Important Advice To Get Students Talking Earlier
- Jeremy Tiers

- 53 minutes ago
- 2 min read
I’ve explained in previous articles that casual questions lead to better responses.
Here’s another piece of advice that will help you increase the amount of early engagement you receive from this next class of students. It’s also a strategy that I continue to see very few admissions counselors and enrollment communication teams utilize.
Ask your students what they don’t want, what they don’t like, and what kinds of colleges they think are wrong for them.
Negative questions are smart because as humans it’s much easier for us to talk about what we don’t want or why we don’t like something.

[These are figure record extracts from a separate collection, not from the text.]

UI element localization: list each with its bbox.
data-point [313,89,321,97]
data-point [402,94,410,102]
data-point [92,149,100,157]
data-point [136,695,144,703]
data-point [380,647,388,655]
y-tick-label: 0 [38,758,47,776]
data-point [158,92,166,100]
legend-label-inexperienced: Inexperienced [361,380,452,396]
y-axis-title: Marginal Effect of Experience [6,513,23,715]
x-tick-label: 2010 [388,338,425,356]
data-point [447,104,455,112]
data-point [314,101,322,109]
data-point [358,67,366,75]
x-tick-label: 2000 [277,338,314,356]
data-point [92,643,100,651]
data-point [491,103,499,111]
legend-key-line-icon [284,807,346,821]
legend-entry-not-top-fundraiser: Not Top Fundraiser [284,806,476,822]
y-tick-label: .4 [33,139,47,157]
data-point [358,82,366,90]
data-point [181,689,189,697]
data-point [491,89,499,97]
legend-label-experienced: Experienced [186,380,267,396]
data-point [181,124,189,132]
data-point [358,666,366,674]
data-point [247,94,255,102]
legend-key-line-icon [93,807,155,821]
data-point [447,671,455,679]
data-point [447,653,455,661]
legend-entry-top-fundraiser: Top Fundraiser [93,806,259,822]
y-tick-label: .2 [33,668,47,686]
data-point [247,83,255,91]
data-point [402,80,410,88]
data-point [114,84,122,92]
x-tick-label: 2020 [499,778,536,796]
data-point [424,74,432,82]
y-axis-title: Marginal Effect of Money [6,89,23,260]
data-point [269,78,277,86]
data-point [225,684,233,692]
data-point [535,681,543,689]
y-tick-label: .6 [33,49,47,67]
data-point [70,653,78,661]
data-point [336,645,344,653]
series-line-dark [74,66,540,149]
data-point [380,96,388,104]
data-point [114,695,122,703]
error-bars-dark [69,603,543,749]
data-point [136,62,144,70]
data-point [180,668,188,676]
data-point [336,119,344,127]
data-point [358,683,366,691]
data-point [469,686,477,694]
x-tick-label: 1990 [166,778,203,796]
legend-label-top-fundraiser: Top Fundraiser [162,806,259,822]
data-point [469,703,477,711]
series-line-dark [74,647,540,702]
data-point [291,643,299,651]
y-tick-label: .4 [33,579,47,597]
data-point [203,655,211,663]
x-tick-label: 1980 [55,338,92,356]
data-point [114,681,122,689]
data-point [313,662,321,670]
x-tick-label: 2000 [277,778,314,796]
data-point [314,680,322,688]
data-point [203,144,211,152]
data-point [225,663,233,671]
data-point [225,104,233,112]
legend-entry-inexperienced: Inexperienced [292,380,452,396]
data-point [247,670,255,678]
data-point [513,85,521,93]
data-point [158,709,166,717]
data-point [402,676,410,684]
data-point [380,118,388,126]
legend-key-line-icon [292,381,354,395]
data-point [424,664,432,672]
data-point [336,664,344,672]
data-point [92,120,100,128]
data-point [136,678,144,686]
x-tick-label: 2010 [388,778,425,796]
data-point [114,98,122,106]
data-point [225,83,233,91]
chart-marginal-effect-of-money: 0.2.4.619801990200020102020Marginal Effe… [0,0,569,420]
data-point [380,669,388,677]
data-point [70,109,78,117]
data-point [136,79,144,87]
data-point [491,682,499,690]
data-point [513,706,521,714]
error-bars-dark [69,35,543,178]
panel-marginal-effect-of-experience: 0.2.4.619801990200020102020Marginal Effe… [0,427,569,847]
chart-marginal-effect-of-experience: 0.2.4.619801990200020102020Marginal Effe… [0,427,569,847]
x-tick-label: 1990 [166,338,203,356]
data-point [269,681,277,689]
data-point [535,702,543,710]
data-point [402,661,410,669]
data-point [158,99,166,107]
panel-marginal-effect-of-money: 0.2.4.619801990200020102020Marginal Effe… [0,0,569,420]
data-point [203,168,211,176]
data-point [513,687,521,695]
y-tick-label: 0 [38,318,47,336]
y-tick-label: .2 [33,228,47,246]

Even though a lot of inquiries and prospects aren’t 100% sure what their ideal college experience looks like, many have thoughts on what the wrong kind of school or experience looks like.
If you can get a student to define that for you and have a discussion around it, you’ll better understand their mindset when it comes to important things like the size of their future school, the location, the vibe on campus, and the kind of classroom environment that’s best for them.
So, instead of asking, “What are you looking for in a college?”, ask, “As you’ve been looking at different colleges, what’s something you’ve realized you definitely don’t want?” Or, “What kind of campus environment do you think you’d get tired of pretty quickly?”
Implement this strategy and you’ll find it adds a whole new dimension to your recruiting conversations.